There have been top level resignations at both the Metropolitan Police and News International. But what about the CPS?
I just asked ex-Metropolitan Police Assistant Commissioner:
“Mr Yates, you explained when we started our inquiry in September that CPS advice had constrained the Met’s investigation. Indeed, as late as July 2009 – and you said just now that one of the things you did then was check the CPS advice, although I believe that you told us before you did not seek new advice from them yourself – they told our sister DCMS committee at that time that the law meant:
‘To prove the criminal offence of interception the prosecution must prove that the actual message was intercepted prior to it being accessed by the recipient’
In light of that, do you think that there has been a fair allocation of blame between the police and the CPS?”
Mr Yates replied (from memory):
“No, I don’t … I feel as if I have been hitting my head against the proverbial brick wall trying to get this point across … anyone who doesn’t think that a police investigation is framed by the legal advice isn’t living in the real world.”
In my view the CPS legal advice, e.g. as stated above, was simply wrong.
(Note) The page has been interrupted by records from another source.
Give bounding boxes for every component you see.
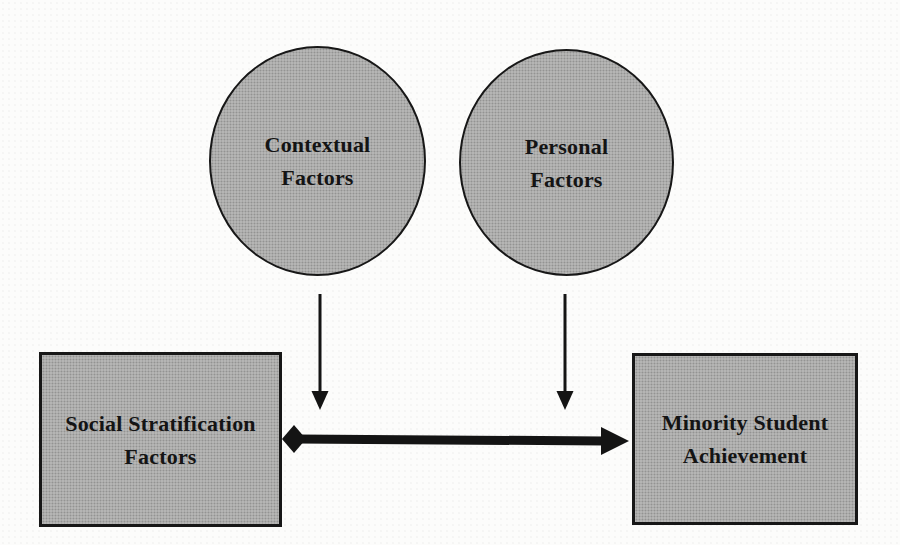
node-social-stratification-factors: Social Stratification Factors	[39, 352, 282, 527]
social-achievement-connector	[282, 425, 629, 455]
arrowhead-down-icon	[312, 391, 329, 410]
node-label-line: Achievement	[683, 439, 807, 472]
node-label-line: Social Stratification	[65, 407, 256, 440]
diamond-cap-icon	[282, 425, 306, 453]
contextual-down-arrow	[312, 294, 329, 410]
figure-canvas: Contextual Factors Personal Factors Soci…	[0, 0, 900, 545]
node-contextual-factors: Contextual Factors	[209, 46, 426, 276]
arrowhead-down-icon	[557, 391, 574, 410]
node-label-line: Personal	[525, 130, 608, 163]
node-personal-factors: Personal Factors	[459, 49, 674, 276]
node-minority-student-achievement: Minority Student Achievement	[632, 353, 858, 525]
node-label-line: Factors	[281, 161, 353, 194]
node-label-line: Factors	[530, 163, 602, 196]
node-label-line: Factors	[124, 440, 196, 473]
node-label-line: Contextual	[265, 128, 371, 161]
personal-down-arrow	[557, 294, 574, 410]
thick-arrow-shaft	[296, 439, 605, 441]
arrowhead-right-icon	[601, 427, 629, 455]
node-label-line: Minority Student	[662, 406, 828, 439]
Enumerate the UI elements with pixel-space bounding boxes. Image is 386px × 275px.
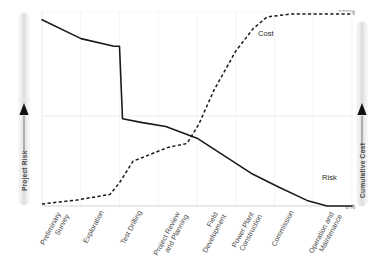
x-tick-label-exploration: Exploration — [81, 209, 106, 245]
svg-text:Preliminary Survey: Preliminary Survey — [38, 208, 71, 250]
x-tick-label-operation-and-maintenance: Operation and Maintenance — [306, 209, 344, 259]
right-scale-label: Cumulative Cost — [359, 142, 366, 198]
x-tick-label-field-development: Field Development — [193, 209, 228, 255]
svg-text:Commission: Commission — [269, 209, 296, 248]
series-annotation-cost: Cost — [258, 29, 275, 38]
svg-text:Project Review and P: Project Review and Planning — [151, 209, 190, 261]
series-annotation-risk: Risk — [322, 173, 337, 182]
svg-text:Exploration: Exploration — [81, 209, 106, 245]
x-tick-label-preliminary-survey: Preliminary Survey — [38, 208, 71, 250]
svg-text:Test Drilling: Test Drilling — [118, 209, 143, 246]
left-scale-label: Project Risk — [21, 150, 29, 191]
x-axis-labels: Preliminary Survey Exploration Test Dril… — [38, 208, 344, 261]
x-tick-label-power-plant-construction: Power Plant Construction — [230, 209, 264, 253]
x-tick-label-commission: Commission — [269, 209, 296, 248]
x-tick-label-project-review-and-planning: Project Review and Planning — [151, 209, 190, 261]
plot-area: Cost Risk — [42, 12, 352, 206]
svg-text:Field Development: Field Development — [193, 209, 228, 255]
geothermal-project-risk-cost-chart: Project Risk Cumulative Cost 100% 0% — [0, 0, 386, 275]
svg-text:Operation and Mainte: Operation and Maintenance — [306, 209, 344, 259]
chart-canvas: Project Risk Cumulative Cost 100% 0% — [0, 0, 386, 275]
x-tick-label-test-drilling: Test Drilling — [118, 209, 143, 246]
left-scale-bar: Project Risk — [19, 13, 29, 205]
svg-text:Power Plant Construc: Power Plant Construction — [230, 209, 264, 253]
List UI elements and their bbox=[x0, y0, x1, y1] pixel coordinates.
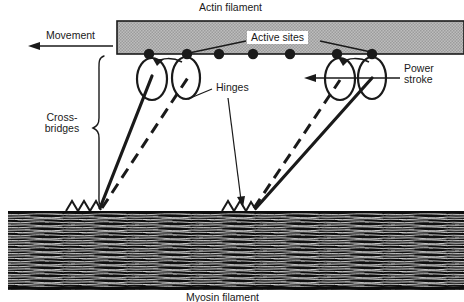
label-myosin-filament: Myosin filament bbox=[186, 292, 259, 302]
crossbridge-right-stem-dashed bbox=[254, 80, 340, 208]
label-power-stroke-line2: stroke bbox=[404, 74, 434, 85]
label-movement: Movement bbox=[46, 30, 95, 41]
active-site-dot bbox=[214, 49, 224, 59]
label-actin-filament: Actin filament bbox=[199, 2, 262, 13]
crossbridge-right bbox=[254, 57, 386, 208]
active-site-dot bbox=[248, 49, 258, 59]
crossbridges-brace bbox=[93, 56, 104, 207]
label-hinges: Hinges bbox=[216, 82, 249, 93]
hinges-leader-lines bbox=[188, 89, 245, 207]
anchor-zigzag-right bbox=[222, 201, 256, 211]
diagram-canvas bbox=[0, 0, 464, 302]
myosin-head bbox=[325, 58, 355, 100]
anchor-zigzag-left bbox=[66, 201, 101, 211]
label-crossbridges: Cross- bridges bbox=[34, 112, 90, 135]
label-power-stroke: Power stroke bbox=[404, 63, 434, 86]
myosin-filament-band bbox=[8, 211, 464, 290]
crossbridge-right-stem-solid bbox=[256, 78, 372, 208]
active-site-dot bbox=[285, 49, 295, 59]
crossbridge-left bbox=[100, 57, 200, 208]
muscle-contraction-diagram: Actin filament Movement Active sites Hin… bbox=[0, 0, 464, 302]
label-active-sites: Active sites bbox=[247, 31, 308, 44]
label-crossbridges-line2: bridges bbox=[34, 123, 90, 134]
movement-arrow bbox=[28, 42, 113, 50]
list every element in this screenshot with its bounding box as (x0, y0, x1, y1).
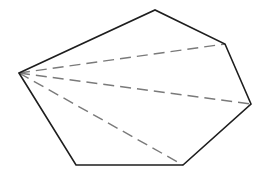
hexagon-edges (19, 10, 251, 165)
diagonal-AE (19, 73, 183, 165)
hexagon-diagram (0, 0, 265, 176)
dashed-diagonals (19, 44, 251, 165)
hexagon-outline (19, 10, 251, 165)
diagonal-AD (19, 73, 251, 104)
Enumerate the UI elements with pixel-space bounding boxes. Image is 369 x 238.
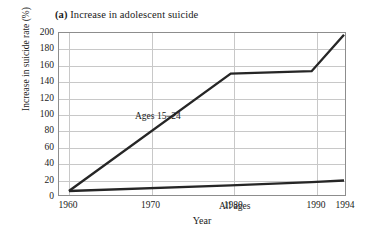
y-axis-tick-labels: 0 20 40 60 80 100 120 140 160 180 200 xyxy=(26,32,54,196)
x-tick-label: 1980 xyxy=(224,200,243,210)
y-tick-label: 140 xyxy=(28,77,54,87)
y-tick-label: 20 xyxy=(28,176,54,186)
x-tick-label: 1970 xyxy=(141,200,160,210)
x-tick-label: 1960 xyxy=(59,200,78,210)
y-tick-label: 120 xyxy=(28,94,54,104)
y-tick-label: 0 xyxy=(28,192,54,202)
panel-letter: (a) xyxy=(55,9,68,20)
y-tick-label: 100 xyxy=(28,110,54,120)
series-label-ages-15-24: Ages 15–24 xyxy=(135,111,181,121)
plot-area: Ages 15–24 All ages xyxy=(58,32,346,196)
y-tick-label: 200 xyxy=(28,28,54,38)
x-tick-label: 1990 xyxy=(307,200,326,210)
y-tick-label: 80 xyxy=(28,126,54,136)
chart-title: (a) Increase in adolescent suicide xyxy=(55,8,198,21)
x-tick-label: 1994 xyxy=(336,200,355,210)
chart-title-text: Increase in adolescent suicide xyxy=(68,9,199,20)
y-tick-label: 180 xyxy=(28,44,54,54)
x-axis-title: Year xyxy=(58,215,346,226)
y-tick-label: 60 xyxy=(28,143,54,153)
x-axis-tick-labels: 1960 1970 1980 1990 1994 xyxy=(58,200,346,212)
inline-series-labels: Ages 15–24 All ages xyxy=(59,33,345,195)
y-tick-label: 40 xyxy=(28,159,54,169)
y-tick-label: 160 xyxy=(28,61,54,71)
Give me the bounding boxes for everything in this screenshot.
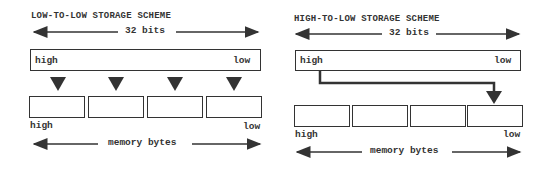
right-register-low-label: low — [494, 55, 511, 66]
left-memory-label: memory bytes — [105, 137, 179, 148]
left-width-label: 32 bits — [122, 25, 168, 36]
left-byte-box-4 — [206, 96, 262, 118]
left-register-box — [30, 49, 261, 71]
right-bytes-low-label: low — [503, 129, 520, 140]
left-register-low-label: low — [233, 55, 250, 66]
high-to-low-connector — [320, 70, 494, 93]
left-byte-box-3 — [147, 96, 203, 118]
left-bytes-high-label: high — [30, 120, 53, 131]
right-byte-box-1 — [294, 105, 350, 127]
left-byte-box-2 — [88, 96, 144, 118]
left-scheme-title: LOW-TO-LOW STORAGE SCHEME — [31, 11, 171, 21]
down-arrow-icon — [486, 91, 502, 104]
right-width-label: 32 bits — [386, 27, 432, 38]
down-arrow-icon — [167, 77, 183, 91]
right-byte-box-4 — [467, 105, 523, 127]
right-scheme-title: HIGH-TO-LOW STORAGE SCHEME — [294, 14, 440, 24]
right-bytes-high-label: high — [295, 129, 318, 140]
left-down-arrows — [50, 77, 242, 91]
left-register-high-label: high — [35, 55, 58, 66]
right-byte-box-3 — [410, 105, 466, 127]
down-arrow-icon — [50, 77, 66, 91]
right-register-high-label: high — [300, 55, 323, 66]
right-byte-box-2 — [352, 105, 408, 127]
diagram-lines — [0, 0, 547, 169]
down-arrow-icon — [108, 77, 124, 91]
left-byte-box-1 — [29, 96, 85, 118]
right-register-box — [295, 50, 521, 71]
right-memory-label: memory bytes — [367, 145, 441, 156]
down-arrow-icon — [226, 77, 242, 91]
left-bytes-low-label: low — [243, 121, 260, 132]
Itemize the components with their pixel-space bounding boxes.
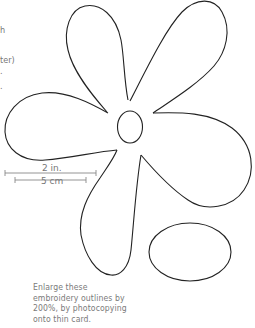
caption-line: onto thin card.	[33, 314, 143, 325]
flower-petal-top-right	[130, 1, 227, 113]
instruction-caption: Enlarge these embroidery outlines by 200…	[33, 282, 143, 324]
embroidery-template-art: 2 in. 5 cm	[0, 0, 255, 328]
caption-line: embroidery outlines by	[33, 293, 143, 304]
inch-label: 2 in.	[42, 163, 62, 173]
flower-petal-bottom	[80, 150, 141, 275]
oval-shape	[149, 223, 231, 281]
flower-petal-left	[5, 93, 117, 161]
flower-petal-top	[66, 6, 128, 112]
cm-label: 5 cm	[41, 176, 63, 186]
caption-line: Enlarge these	[33, 282, 143, 293]
flower-petal-right	[141, 113, 251, 207]
flower-center-circle	[118, 111, 143, 143]
caption-line: 200%, by photocopying	[33, 303, 143, 314]
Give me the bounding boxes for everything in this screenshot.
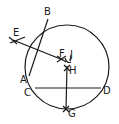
label-d: D xyxy=(103,85,111,96)
label-e: E xyxy=(13,27,19,38)
label-h: H xyxy=(69,65,77,76)
construction-mark-e xyxy=(9,37,25,44)
label-b: B xyxy=(44,6,51,17)
label-c: C xyxy=(24,87,31,98)
geometry-diagram: B A E F J H C D G xyxy=(0,0,119,124)
label-g: G xyxy=(68,108,76,119)
label-a: A xyxy=(20,74,27,85)
label-f: F xyxy=(59,48,65,59)
label-j: J xyxy=(69,49,73,60)
bisector-cd xyxy=(66,66,67,109)
bisector-ab xyxy=(13,40,63,60)
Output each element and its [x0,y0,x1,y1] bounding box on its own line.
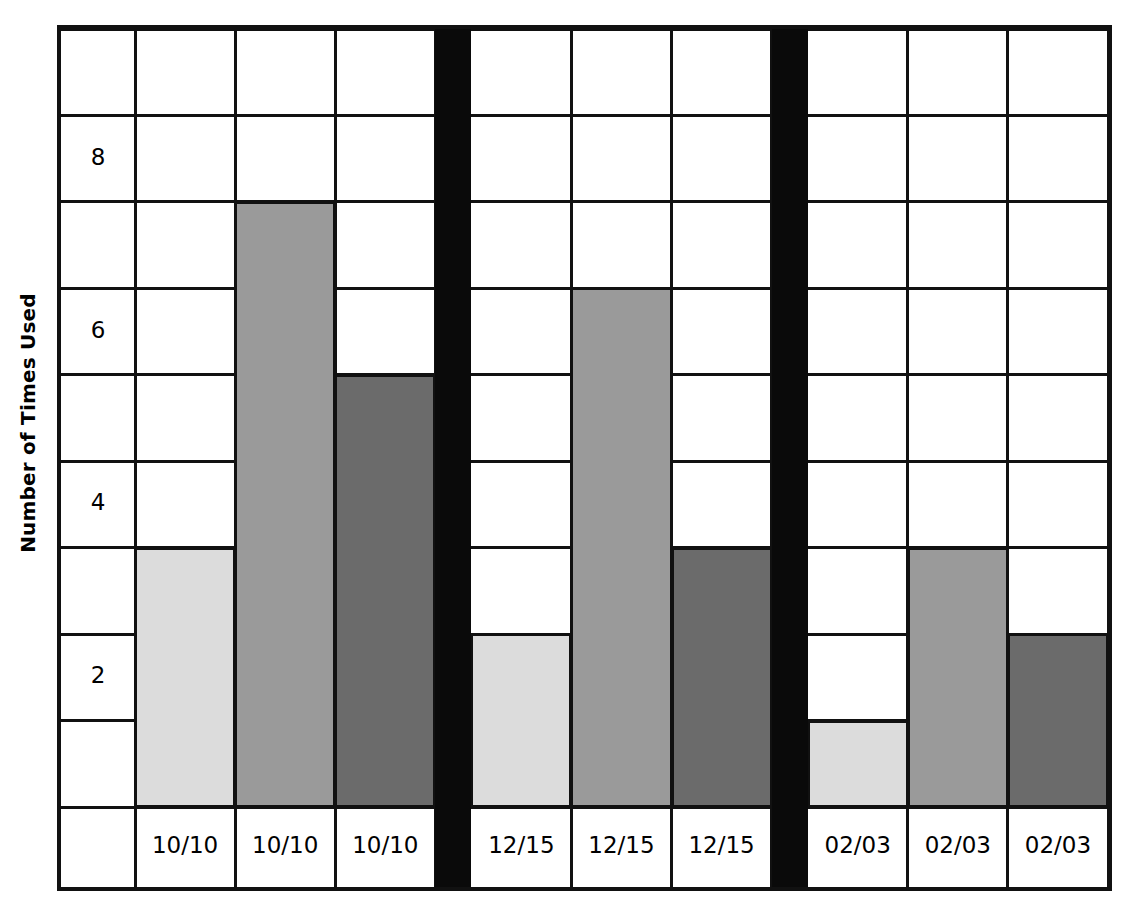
x-axis-tick-label: 12/15 [571,832,671,858]
bar [471,634,571,807]
bar [135,548,235,807]
y-axis-title-text: Number of Times Used [16,293,40,553]
group-separator [435,29,471,887]
x-axis-tick-label: 02/03 [1008,832,1108,858]
plot-area: 2468 [61,29,1108,887]
bar [235,202,335,807]
bar-chart: Number of Times Used 2468 10/1010/1010/1… [0,0,1130,917]
y-axis-tick-label: 2 [61,662,135,688]
bar [808,721,908,807]
gridline-horizontal [61,114,1108,117]
x-axis-tick-label: 12/15 [672,832,772,858]
y-axis-tick-label: 8 [61,144,135,170]
x-axis-tick-label: 02/03 [808,832,908,858]
x-axis-tick-label: 12/15 [471,832,571,858]
plot-frame: 2468 [57,25,1112,891]
y-axis-tick-label: 4 [61,489,135,515]
bar [1008,634,1108,807]
x-axis-tick-label: 10/10 [235,832,335,858]
y-axis-tick-label: 6 [61,317,135,343]
x-axis-tick-label: 10/10 [335,832,435,858]
gridline-horizontal [61,200,1108,203]
bar [908,548,1008,807]
x-axis-tick-label: 10/10 [135,832,235,858]
group-separator [772,29,808,887]
bar [672,548,772,807]
gridline-horizontal [61,28,1108,31]
y-axis-title: Number of Times Used [0,27,56,818]
bar [335,375,435,807]
bar [571,288,671,807]
x-axis-tick-label: 02/03 [908,832,1008,858]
They seem to have just completely ignored section 2(7) of the Regulation of Investigatory Powers Act which clearly provides:
“the times while a communication is being transmitted … include any time when the system … is used for it in a manner that enables the intended recipient to collect it or otherwise have access to it” (my emphasis).
We are about to question the current and previous Director of Public Prosecutions. Will either of them take responsibility for the failings of the CPS in the way John Yates and Sir Paul Stephenson have at the Met?




Well done! I admire your tenacity and ability to ask awkward questions.